▶ MATERIAL TO PROCESS:
┄┄┄┄┄┄┄┄┄┄
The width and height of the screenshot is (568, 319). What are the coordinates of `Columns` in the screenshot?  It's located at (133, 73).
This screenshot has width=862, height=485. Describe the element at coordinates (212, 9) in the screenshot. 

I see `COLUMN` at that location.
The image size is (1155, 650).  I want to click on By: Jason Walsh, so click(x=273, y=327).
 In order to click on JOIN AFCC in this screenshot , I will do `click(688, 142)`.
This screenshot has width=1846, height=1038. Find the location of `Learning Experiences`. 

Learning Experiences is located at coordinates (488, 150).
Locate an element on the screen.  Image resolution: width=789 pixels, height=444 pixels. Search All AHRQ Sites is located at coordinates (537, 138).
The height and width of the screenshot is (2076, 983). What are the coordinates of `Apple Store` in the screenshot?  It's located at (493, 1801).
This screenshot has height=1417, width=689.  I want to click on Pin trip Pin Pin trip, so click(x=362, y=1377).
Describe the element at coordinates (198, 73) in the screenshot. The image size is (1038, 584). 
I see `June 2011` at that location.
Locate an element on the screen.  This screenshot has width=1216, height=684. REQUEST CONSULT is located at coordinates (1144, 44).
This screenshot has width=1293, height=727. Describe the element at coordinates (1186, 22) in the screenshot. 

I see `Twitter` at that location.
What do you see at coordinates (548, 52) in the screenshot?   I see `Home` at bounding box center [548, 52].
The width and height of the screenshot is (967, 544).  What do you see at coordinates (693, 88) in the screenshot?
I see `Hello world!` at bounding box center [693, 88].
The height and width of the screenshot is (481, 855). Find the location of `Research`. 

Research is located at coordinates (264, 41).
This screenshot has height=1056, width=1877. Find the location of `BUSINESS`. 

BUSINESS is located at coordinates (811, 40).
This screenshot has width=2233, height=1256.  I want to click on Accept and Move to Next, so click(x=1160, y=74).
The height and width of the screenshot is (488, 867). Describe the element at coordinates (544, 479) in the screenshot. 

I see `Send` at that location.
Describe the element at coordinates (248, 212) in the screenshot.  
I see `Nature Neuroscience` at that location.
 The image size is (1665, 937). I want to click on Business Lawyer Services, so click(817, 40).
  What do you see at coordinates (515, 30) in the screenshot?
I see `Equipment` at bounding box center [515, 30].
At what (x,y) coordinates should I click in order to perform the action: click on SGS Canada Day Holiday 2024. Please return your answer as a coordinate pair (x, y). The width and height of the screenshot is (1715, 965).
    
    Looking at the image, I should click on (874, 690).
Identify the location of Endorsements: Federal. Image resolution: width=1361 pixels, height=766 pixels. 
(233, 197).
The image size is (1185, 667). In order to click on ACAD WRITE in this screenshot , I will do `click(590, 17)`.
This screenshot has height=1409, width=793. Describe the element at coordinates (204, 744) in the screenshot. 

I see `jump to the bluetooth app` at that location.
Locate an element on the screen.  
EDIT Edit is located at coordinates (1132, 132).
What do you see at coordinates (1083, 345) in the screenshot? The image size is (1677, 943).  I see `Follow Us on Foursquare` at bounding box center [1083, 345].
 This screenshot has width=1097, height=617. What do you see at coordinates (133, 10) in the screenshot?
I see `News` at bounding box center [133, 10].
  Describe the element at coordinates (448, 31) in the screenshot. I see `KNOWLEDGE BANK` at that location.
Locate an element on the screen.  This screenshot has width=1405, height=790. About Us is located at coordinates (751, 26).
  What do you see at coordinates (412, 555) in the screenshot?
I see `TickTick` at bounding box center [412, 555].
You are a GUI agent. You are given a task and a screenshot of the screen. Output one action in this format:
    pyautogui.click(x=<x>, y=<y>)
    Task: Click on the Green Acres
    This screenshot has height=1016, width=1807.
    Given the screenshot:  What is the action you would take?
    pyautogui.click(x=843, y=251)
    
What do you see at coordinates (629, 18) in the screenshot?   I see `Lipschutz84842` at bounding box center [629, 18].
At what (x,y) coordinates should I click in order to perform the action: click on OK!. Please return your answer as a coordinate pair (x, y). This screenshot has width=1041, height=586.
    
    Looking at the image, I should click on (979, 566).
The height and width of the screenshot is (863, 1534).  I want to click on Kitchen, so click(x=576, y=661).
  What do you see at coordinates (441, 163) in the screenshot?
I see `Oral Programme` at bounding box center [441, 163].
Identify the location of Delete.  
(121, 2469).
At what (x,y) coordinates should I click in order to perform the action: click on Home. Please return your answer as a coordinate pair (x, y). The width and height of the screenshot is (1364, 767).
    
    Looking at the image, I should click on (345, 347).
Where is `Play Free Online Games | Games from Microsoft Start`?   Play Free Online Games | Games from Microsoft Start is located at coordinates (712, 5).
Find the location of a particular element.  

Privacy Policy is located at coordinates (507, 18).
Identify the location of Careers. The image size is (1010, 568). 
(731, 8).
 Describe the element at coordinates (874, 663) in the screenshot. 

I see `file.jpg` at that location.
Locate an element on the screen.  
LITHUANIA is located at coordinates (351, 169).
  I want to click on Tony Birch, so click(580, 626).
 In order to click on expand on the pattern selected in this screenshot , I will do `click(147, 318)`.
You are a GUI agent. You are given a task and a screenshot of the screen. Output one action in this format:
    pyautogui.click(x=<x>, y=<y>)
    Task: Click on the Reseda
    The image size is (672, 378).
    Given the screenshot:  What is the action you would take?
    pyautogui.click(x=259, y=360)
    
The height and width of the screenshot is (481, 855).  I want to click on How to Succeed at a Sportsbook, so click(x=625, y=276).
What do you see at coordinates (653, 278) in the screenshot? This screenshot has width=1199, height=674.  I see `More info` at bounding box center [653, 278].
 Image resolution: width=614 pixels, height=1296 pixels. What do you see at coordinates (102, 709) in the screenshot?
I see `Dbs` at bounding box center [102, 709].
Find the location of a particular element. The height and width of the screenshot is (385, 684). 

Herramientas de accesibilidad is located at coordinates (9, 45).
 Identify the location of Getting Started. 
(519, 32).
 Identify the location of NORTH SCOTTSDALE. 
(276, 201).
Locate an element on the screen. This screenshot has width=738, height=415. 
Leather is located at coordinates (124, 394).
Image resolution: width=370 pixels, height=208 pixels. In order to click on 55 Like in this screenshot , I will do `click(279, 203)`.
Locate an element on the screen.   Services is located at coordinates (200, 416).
┄┄┄┄┄┄┄┄┄┄
▶ ACTIVITY: Each line must be given again exactly as written above.

▶ FINAL ANSWER:
The width and height of the screenshot is (568, 319). What are the coordinates of `Columns` in the screenshot?  It's located at (133, 73).
This screenshot has width=862, height=485. Describe the element at coordinates (212, 9) in the screenshot. 

I see `COLUMN` at that location.
The image size is (1155, 650).  I want to click on By: Jason Walsh, so click(x=273, y=327).
 In order to click on JOIN AFCC in this screenshot , I will do `click(688, 142)`.
This screenshot has width=1846, height=1038. Find the location of `Learning Experiences`. 

Learning Experiences is located at coordinates (488, 150).
Locate an element on the screen.  Image resolution: width=789 pixels, height=444 pixels. Search All AHRQ Sites is located at coordinates (537, 138).
The height and width of the screenshot is (2076, 983). What are the coordinates of `Apple Store` in the screenshot?  It's located at (493, 1801).
This screenshot has height=1417, width=689.  I want to click on Pin trip Pin Pin trip, so click(x=362, y=1377).
Describe the element at coordinates (198, 73) in the screenshot. The image size is (1038, 584). 
I see `June 2011` at that location.
Locate an element on the screen.  This screenshot has width=1216, height=684. REQUEST CONSULT is located at coordinates (1144, 44).
This screenshot has width=1293, height=727. Describe the element at coordinates (1186, 22) in the screenshot. 

I see `Twitter` at that location.
What do you see at coordinates (548, 52) in the screenshot?   I see `Home` at bounding box center [548, 52].
The width and height of the screenshot is (967, 544).  What do you see at coordinates (693, 88) in the screenshot?
I see `Hello world!` at bounding box center [693, 88].
The height and width of the screenshot is (481, 855). Find the location of `Research`. 

Research is located at coordinates (264, 41).
This screenshot has height=1056, width=1877. Find the location of `BUSINESS`. 

BUSINESS is located at coordinates (811, 40).
This screenshot has width=2233, height=1256.  I want to click on Accept and Move to Next, so click(x=1160, y=74).
The height and width of the screenshot is (488, 867). Describe the element at coordinates (544, 479) in the screenshot. 

I see `Send` at that location.
Describe the element at coordinates (248, 212) in the screenshot.  
I see `Nature Neuroscience` at that location.
 The image size is (1665, 937). I want to click on Business Lawyer Services, so click(817, 40).
  What do you see at coordinates (515, 30) in the screenshot?
I see `Equipment` at bounding box center [515, 30].
At what (x,y) coordinates should I click in order to perform the action: click on SGS Canada Day Holiday 2024. Please return your answer as a coordinate pair (x, y). The width and height of the screenshot is (1715, 965).
    
    Looking at the image, I should click on (874, 690).
Identify the location of Endorsements: Federal. Image resolution: width=1361 pixels, height=766 pixels. 
(233, 197).
The image size is (1185, 667). In order to click on ACAD WRITE in this screenshot , I will do `click(590, 17)`.
This screenshot has height=1409, width=793. Describe the element at coordinates (204, 744) in the screenshot. 

I see `jump to the bluetooth app` at that location.
Locate an element on the screen.  
EDIT Edit is located at coordinates (1132, 132).
What do you see at coordinates (1083, 345) in the screenshot? The image size is (1677, 943).  I see `Follow Us on Foursquare` at bounding box center [1083, 345].
 This screenshot has width=1097, height=617. What do you see at coordinates (133, 10) in the screenshot?
I see `News` at bounding box center [133, 10].
  Describe the element at coordinates (448, 31) in the screenshot. I see `KNOWLEDGE BANK` at that location.
Locate an element on the screen.  This screenshot has width=1405, height=790. About Us is located at coordinates (751, 26).
  What do you see at coordinates (412, 555) in the screenshot?
I see `TickTick` at bounding box center [412, 555].
You are a GUI agent. You are given a task and a screenshot of the screen. Output one action in this format:
    pyautogui.click(x=<x>, y=<y>)
    Task: Click on the Green Acres
    This screenshot has height=1016, width=1807.
    Given the screenshot:  What is the action you would take?
    pyautogui.click(x=843, y=251)
    
What do you see at coordinates (629, 18) in the screenshot?   I see `Lipschutz84842` at bounding box center [629, 18].
At what (x,y) coordinates should I click in order to perform the action: click on OK!. Please return your answer as a coordinate pair (x, y). This screenshot has width=1041, height=586.
    
    Looking at the image, I should click on (979, 566).
The height and width of the screenshot is (863, 1534).  I want to click on Kitchen, so click(x=576, y=661).
  What do you see at coordinates (441, 163) in the screenshot?
I see `Oral Programme` at bounding box center [441, 163].
Identify the location of Delete.  
(121, 2469).
At what (x,y) coordinates should I click in order to perform the action: click on Home. Please return your answer as a coordinate pair (x, y). The width and height of the screenshot is (1364, 767).
    
    Looking at the image, I should click on (345, 347).
Where is `Play Free Online Games | Games from Microsoft Start`?   Play Free Online Games | Games from Microsoft Start is located at coordinates (712, 5).
Find the location of a particular element.  

Privacy Policy is located at coordinates (507, 18).
Identify the location of Careers. The image size is (1010, 568). 
(731, 8).
 Describe the element at coordinates (874, 663) in the screenshot. 

I see `file.jpg` at that location.
Locate an element on the screen.  
LITHUANIA is located at coordinates (351, 169).
  I want to click on Tony Birch, so click(580, 626).
 In order to click on expand on the pattern selected in this screenshot , I will do `click(147, 318)`.
You are a GUI agent. You are given a task and a screenshot of the screen. Output one action in this format:
    pyautogui.click(x=<x>, y=<y>)
    Task: Click on the Reseda
    The image size is (672, 378).
    Given the screenshot:  What is the action you would take?
    pyautogui.click(x=259, y=360)
    
The height and width of the screenshot is (481, 855).  I want to click on How to Succeed at a Sportsbook, so click(x=625, y=276).
What do you see at coordinates (653, 278) in the screenshot? This screenshot has width=1199, height=674.  I see `More info` at bounding box center [653, 278].
 Image resolution: width=614 pixels, height=1296 pixels. What do you see at coordinates (102, 709) in the screenshot?
I see `Dbs` at bounding box center [102, 709].
Find the location of a particular element. The height and width of the screenshot is (385, 684). 

Herramientas de accesibilidad is located at coordinates (9, 45).
 Identify the location of Getting Started. 
(519, 32).
 Identify the location of NORTH SCOTTSDALE. 
(276, 201).
Locate an element on the screen. This screenshot has width=738, height=415. 
Leather is located at coordinates (124, 394).
Image resolution: width=370 pixels, height=208 pixels. In order to click on 55 Like in this screenshot , I will do `click(279, 203)`.
Locate an element on the screen.   Services is located at coordinates (200, 416).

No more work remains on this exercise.